Still, Thursday's vote was another win for Trump, all of whose Cabinet-level nominees who have come before the Senate have been approved.

Supreme Court Justice Neil Gorsuch swore Kennedy in Thursday afternoon in the Oval Office. Trump introduced him, saying there was "no better person to lead our campaign of historic reforms and restore faith in American health care."

Kennedy praised Trump as a "hero," noting that he believed he was "a pivotal historical figure." He also blasted the U.S. Agency for International Development, which was established by President John F. Kennedy, his uncle.

"It has been captured by the military industrial complex," he said of the humanitarian assistance agency. "It has become a sinister propagator of totalitarianism across and war across the globe, and very few people understand how sinister this agency really is. And President Trump saw that."

Kennedy will now be in charge of an expansive, $1.7 trillion agency that steers pandemic preparedness, manages government-funded health care for millions of people and oversees vaccine and pharmaceutical drug development.

Kennedy, a scion of the famous Democratic family, managed to overcome concerns among some Republicans over his past stances on vaccines and abortion.

The Republican senator who most vocally questioned Kennedy’s qualifications, Bill Cassidy, of Louisiana, ultimately voted to confirm him. Cassidy, a longtime physician who chairs the Health, Education, Labor and Pensions Committee, had said he was “struggling” with his decision after he quizzed Kennedy at two confirmation hearings. 

But Cassidy, who is already politically vulnerable should he run for re-election, said in a floor speech last week that Kennedy gave him a series of reassurances that he would maintain the Center for Disease Control and Prevention’s advisory committee on immunization practices and that he would not remove statements on the CDC’s website noting that vaccines do not cause autism. 

Kennedy also secured the backing of two other key Republicans, Lisa Murkowski, of Alaska, and Susan Collins, of Maine, before the vote.

Murkowski announced her support after, she said, Kennedy reassured her about his stance on vaccines. 

"He has made numerous commitments to me and my colleagues, promising to work with Congress to ensure public access to information and to base vaccine recommendations on data-driven, evidence-based, and medically sound research," Murkowski wrote Wednesday on X. "These commitments are important to me and, on balance, provide assurance for my vote."

Collins offered a similar statement this week, saying Kennedy had allayed her concerns about his stances on vaccines.

In addition to the CDC, the HHS secretary oversees the heads of the Food and Drug Administration, the National Institutes of Health and the Centers for Medicare & Medicaid Services.

Kennedy initially ran for president last year as a Democrat before he launched an independent campaign.

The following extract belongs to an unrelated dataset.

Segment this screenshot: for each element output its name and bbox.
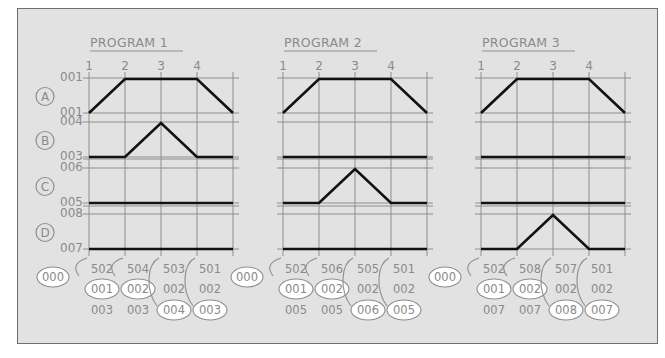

He eventually dropped his bid and endorsed Trump, taking his "Make America Healthy Again" message onto the campaign trail.

Kennedy’s call to more closely examine chemicals in the nation’s food brought support from both parties. But his past activism against vaccines and his advancement of false theories that they are linked to autism prevented him from winning any Democratic support.

“When you continue to sow doubt about settled science, it makes it impossible for us to move forward,” Maggie Hassan, D-N.H., told Kennedy in an emotional statement at a committee hearing last month. “So that’s what the problem is here, is the relitigating and the rehashing and the continuing to sow doubt so we can’t move forward. And it freezes us in place.”